Thanks, guys! It works perfectly.
Now just to satiate my curiosity, why does the variable accept a blank space as a char when I never hit a space??
Or is it just a formality to leave a blank before the formatting type?
Thanks, guys! It works perfectly.
Now just to satiate my curiosity, why does the variable accept a blank space as a char when I never hit a space??
Or is it just a formality to leave a blank before the formatting type?

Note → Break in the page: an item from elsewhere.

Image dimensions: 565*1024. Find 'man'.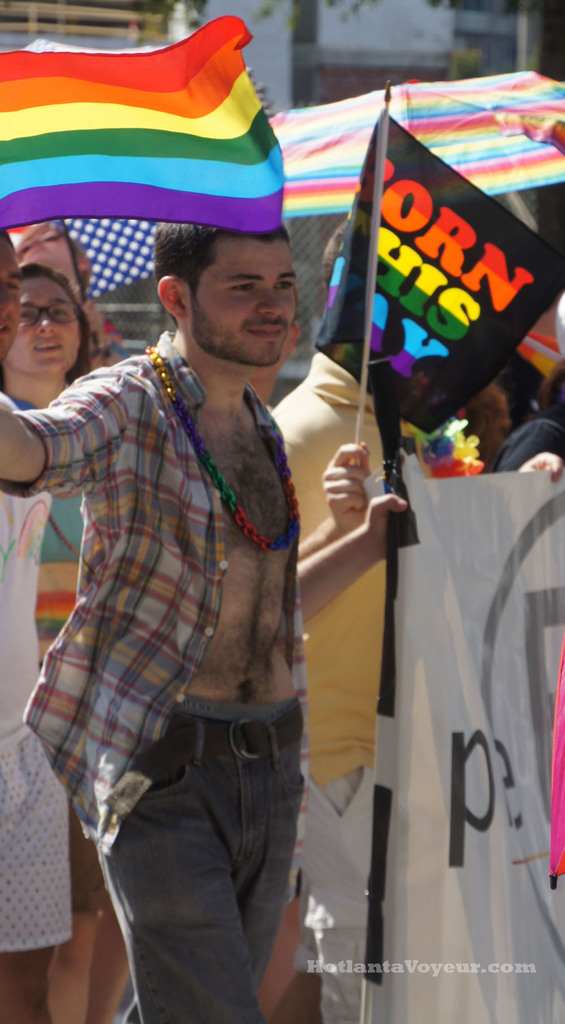
[0, 198, 416, 1023].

It doesn't match a whitespace. Check the scanf documentation. In particular
So a whitespace in the format string means skip whitespace like a new line.Originally Posted by man 3 scanf
@anduril462,
So it's ok if I use it everywhere, right?
Thanks!
Yes...well, it's ok to use everywhere you want to skip over whitespace . Obviously if you don't want to skip whitespace, don't use it.

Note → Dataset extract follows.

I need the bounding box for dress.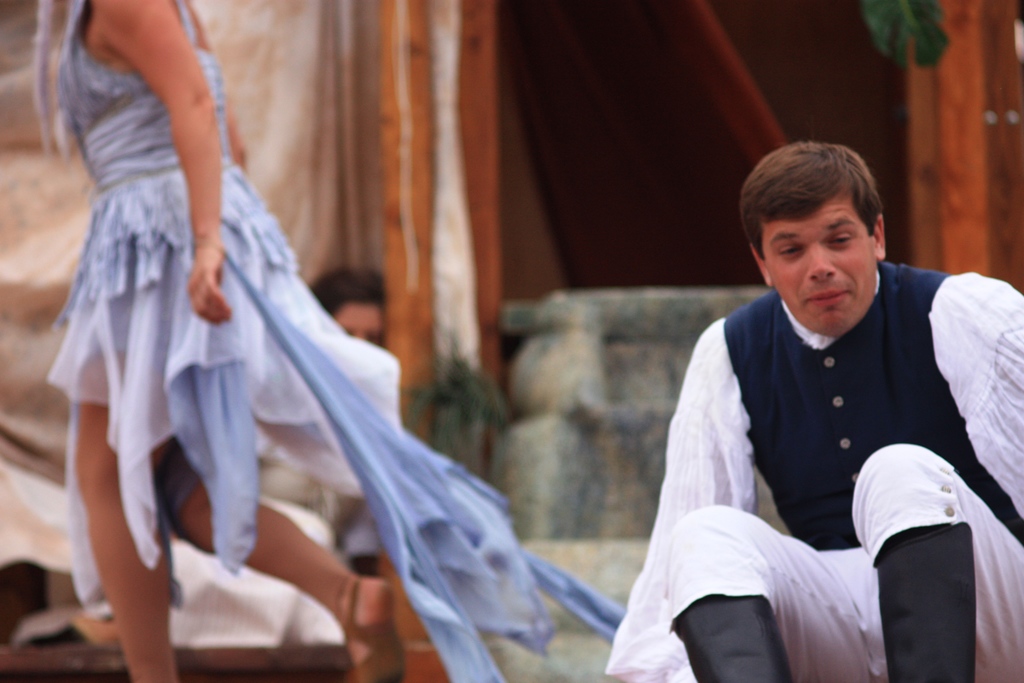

Note that one single whitespace char in the format string skips all contiguous whitespace if present. Also note that most scanf format specifiers (all numeric specifiers plus %s) automatically skip whitespace so the space in " %d" is redundant, you can just do "%d".
I'm not a big fan of using scanf for user input -- especially single-character input -- for this reason, it's easy to make a small mistake that breaks your program.
A good rule of thumb is to not mix input modes. So character input like getchar() should not be used in conjunction with formatted input like scanf or line-based input like fgets. Note that scanf("%c") -- without the space -- is effectively the same as getchar however.
This is why I typically avoid scanf for user input, except in the simplest of programs. It's too easy to get scanf stuck on bad user input. I prefer reading line-by-line with fgets. Then I can either use strcmp to look for exact strings, or sscanf (the first 's' is because that version scans formatted strings) to parse out values, or do something else all together.
Anyone interested in the updated code?